In 1209, Marco conquered all the islands remaining outside the parameters of the partition treaty of the Latin Empire. Eventually, however, he received all the islands as a fief of the empire, on comparatively free tenure, from Henry of Flanders. His original title was Duke of the Aegean Sea (Αιγαιον πελαγος). Marco granted all the conquests to his fellow conquerors as fiefs: Marino Dandolo, his cousin, received Andros; Andrew and Jeremiah Ghisi received Tenos, Myconos, and the norther Sporades; John Querini received Astypalaea; Jacob Berozzi received Thera; and Leonardo Foscolo received Anafi. Naxos, Paros, Melos, Siphnos, Kythnos, and Syros remained in Marco's demesne. Marco was a wise ruler, who had the loyalty of both his Venetian subjects and his Greek and was on happy terms with his own lord, the emperor of Constantinople, who generally left him alone.

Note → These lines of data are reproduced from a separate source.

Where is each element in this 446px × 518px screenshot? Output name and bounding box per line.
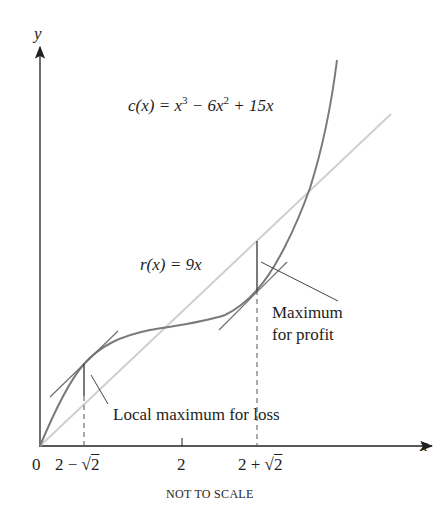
y-axis-label: y (34, 24, 42, 44)
loss-annotation: Local maximum for loss (113, 405, 280, 425)
tick-label-2: 2 (177, 455, 186, 475)
tick-label-2-minus-sqrt2: 2 − √2 (55, 455, 99, 475)
revenue-line (40, 114, 391, 446)
x-axis-label: x (420, 436, 428, 456)
cost-curve-label: c(x) = x3 − 6x2 + 15x (128, 96, 274, 116)
not-to-scale-note: NOT TO SCALE (166, 487, 254, 502)
origin-label: 0 (32, 455, 41, 475)
leader-profit (261, 262, 338, 301)
profit-annotation-line1: Maximum (272, 303, 343, 323)
leader-loss (91, 375, 108, 404)
diagram-canvas (0, 0, 446, 518)
tick-label-2-plus-sqrt2: 2 + √2 (238, 455, 282, 475)
profit-annotation-line2: for profit (272, 325, 334, 345)
revenue-line-label: r(x) = 9x (140, 255, 202, 275)
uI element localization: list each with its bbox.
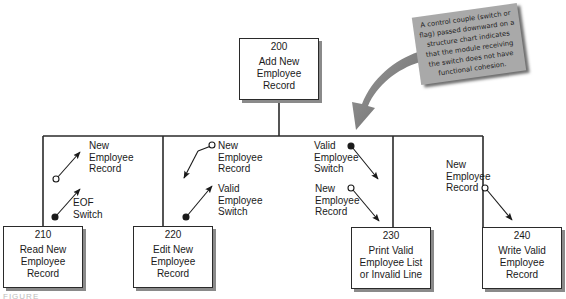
couple-label-210-eof: EOF Switch: [73, 197, 102, 220]
module-number: 200: [240, 41, 318, 53]
module-number: 230: [352, 230, 430, 242]
couple-210-record: [53, 152, 80, 182]
couple-label-220-record: New Employee Record: [218, 140, 262, 175]
module-name: Edit New Employee Record: [134, 244, 212, 280]
module-number: 220: [134, 229, 212, 241]
couple-label-210-record: New Employee Record: [89, 140, 133, 175]
couple-220-record: [184, 142, 215, 178]
couple-220-switch: [183, 186, 212, 220]
module-210: 210 Read New Employee Record: [3, 226, 83, 288]
pointer-arrow: [352, 52, 420, 130]
couple-label-220-switch: Valid Employee Switch: [218, 183, 262, 218]
couple-label-230-record: New Employee Record: [315, 183, 359, 218]
module-name: Write Valid Employee Record: [483, 245, 561, 281]
module-220: 220 Edit New Employee Record: [133, 226, 213, 288]
module-230: 230 Print Valid Employee List or Invalid…: [351, 227, 431, 289]
module-name: Read New Employee Record: [4, 244, 82, 280]
module-200: 200 Add New Employee Record: [239, 38, 319, 100]
couple-label-230-switch: Valid Employee Switch: [314, 140, 358, 175]
module-240: 240 Write Valid Employee Record: [482, 227, 562, 289]
module-number: 240: [483, 230, 561, 242]
module-name: Print Valid Employee List or Invalid Lin…: [352, 245, 430, 281]
couple-label-240-record: New Employee Record: [446, 159, 490, 194]
module-name: Add New Employee Record: [240, 56, 318, 92]
module-number: 210: [4, 229, 82, 241]
figure-caption: FIGURE: [3, 292, 39, 299]
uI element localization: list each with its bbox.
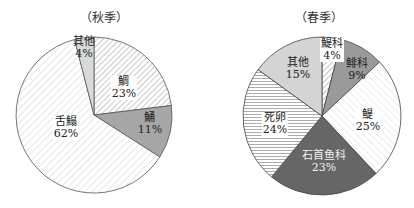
- spring-pie-chart: （春季） 鯷科4%: [207, 0, 414, 208]
- label-other: 其他15%: [285, 57, 311, 81]
- label-anchovy: 鳀25%: [355, 109, 381, 133]
- spring-pie-svg: [207, 0, 414, 208]
- autumn-pie-svg: [0, 0, 207, 208]
- label-engraulidae: 鯷科4%: [320, 38, 344, 62]
- label-flathead: 鯒11%: [137, 112, 163, 136]
- label-sea-bream: 鯛23%: [111, 76, 137, 100]
- label-sciaenidae: 石首鱼科23%: [301, 150, 347, 174]
- label-tonguefish: 舌鰨62%: [53, 116, 79, 140]
- label-dead-eggs: 死卵24%: [262, 112, 288, 136]
- label-other: 其他4%: [72, 36, 96, 60]
- autumn-pie-chart: （秋季） 其他4% 鯛23% 鯒11% 舌鰨62%: [0, 0, 207, 208]
- label-clupeidae: 鲱科9%: [345, 58, 369, 82]
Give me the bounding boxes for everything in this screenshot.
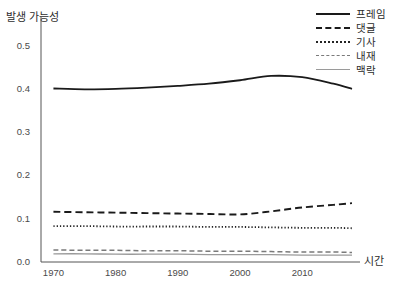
series-line-내재 <box>53 250 352 253</box>
legend-item-맥락[interactable]: 맥락 <box>316 62 402 76</box>
chart-figure: 발생 가능성 시간 0.50.40.30.20.10.0 19701980199… <box>0 0 402 288</box>
legend-item-내재[interactable]: 내재 <box>316 48 402 62</box>
legend-item-label: 맥락 <box>350 62 376 77</box>
legend-swatch-icon <box>316 35 350 47</box>
legend-item-label: 내재 <box>350 48 376 63</box>
legend-swatch-icon <box>316 21 350 33</box>
legend-swatch-icon <box>316 7 350 19</box>
chart-series-group <box>53 76 352 255</box>
legend-item-프레임[interactable]: 프레임 <box>316 6 402 20</box>
legend-item-label: 프레임 <box>350 6 386 21</box>
legend-item-label: 댓글 <box>350 20 376 35</box>
legend-swatch-icon <box>316 63 350 75</box>
series-line-댓글 <box>53 203 352 214</box>
legend-item-기사[interactable]: 기사 <box>316 34 402 48</box>
chart-axes <box>41 16 360 262</box>
series-line-기사 <box>53 226 352 228</box>
legend-swatch-icon <box>316 49 350 61</box>
chart-legend: 프레임댓글기사내재맥락 <box>316 6 402 76</box>
series-line-맥락 <box>53 254 352 255</box>
legend-item-댓글[interactable]: 댓글 <box>316 20 402 34</box>
series-line-프레임 <box>53 76 352 90</box>
legend-item-label: 기사 <box>350 34 376 49</box>
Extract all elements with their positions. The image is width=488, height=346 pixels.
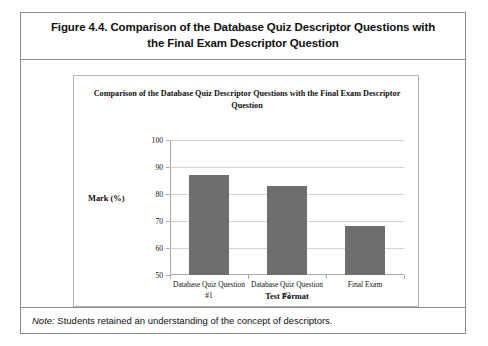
y-tick-label: 100 [152,136,163,145]
x-tick-mark [170,275,171,279]
note-body: Students retained an understanding of th… [55,315,333,326]
y-tick-mark [166,194,170,195]
y-axis-title: Mark (%) [88,194,125,203]
note-lead: Note: [32,315,55,326]
y-axis-line [170,140,171,275]
bar [345,226,385,275]
y-tick-mark [166,248,170,249]
y-tick-mark [166,167,170,168]
figure-caption-text: Figure 4.4. Comparison of the Database Q… [47,20,439,51]
y-tick-mark [166,140,170,141]
chart-title: Comparison of the Database Quiz Descript… [92,88,402,113]
chart-card: Comparison of the Database Quiz Descript… [73,75,419,307]
figure-caption: Figure 4.4. Comparison of the Database Q… [21,13,465,60]
y-tick-label: 70 [155,217,163,226]
gridline [170,140,404,141]
bar [189,175,229,275]
x-tick-mark [404,275,405,279]
figure-frame: Figure 4.4. Comparison of the Database Q… [20,12,466,334]
x-axis-title: Test Format [170,292,404,301]
bar [267,186,307,275]
y-tick-label: 90 [155,163,163,172]
y-tick-label: 80 [155,190,163,199]
plot-area: 1009080706050 Database Quiz Question #1D… [170,140,404,275]
x-tick-mark [326,275,327,279]
y-tick-label: 50 [155,271,163,280]
figure-note-text: Note: Students retained an understanding… [32,315,333,326]
y-tick-label: 60 [155,244,163,253]
gridline [170,167,404,168]
x-tick-label: Final Exam [326,280,404,291]
x-tick-mark [248,275,249,279]
y-tick-mark [166,221,170,222]
figure-note: Note: Students retained an understanding… [21,307,465,333]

Marco died in 1227, two years after Otto de la Roche, the first duke of Athens, departed for France, three years after the Kingdom of Thessalonica collapsed, and a short while before the death of Geoffrey I of Villehardouin, Prince of Achaea. In a very short time, the whole political landscape of Frankish Greece was radically altered.
[edit] Sources
- Setton, Kenneth M. (general editor) A History of the Crusades: Volume II — The Later Crusades, 1189 – 1311. Robert Lee Wolff and Harry W. Hazard, editors. University of Wisconsin Press: Milwaukee, 1969.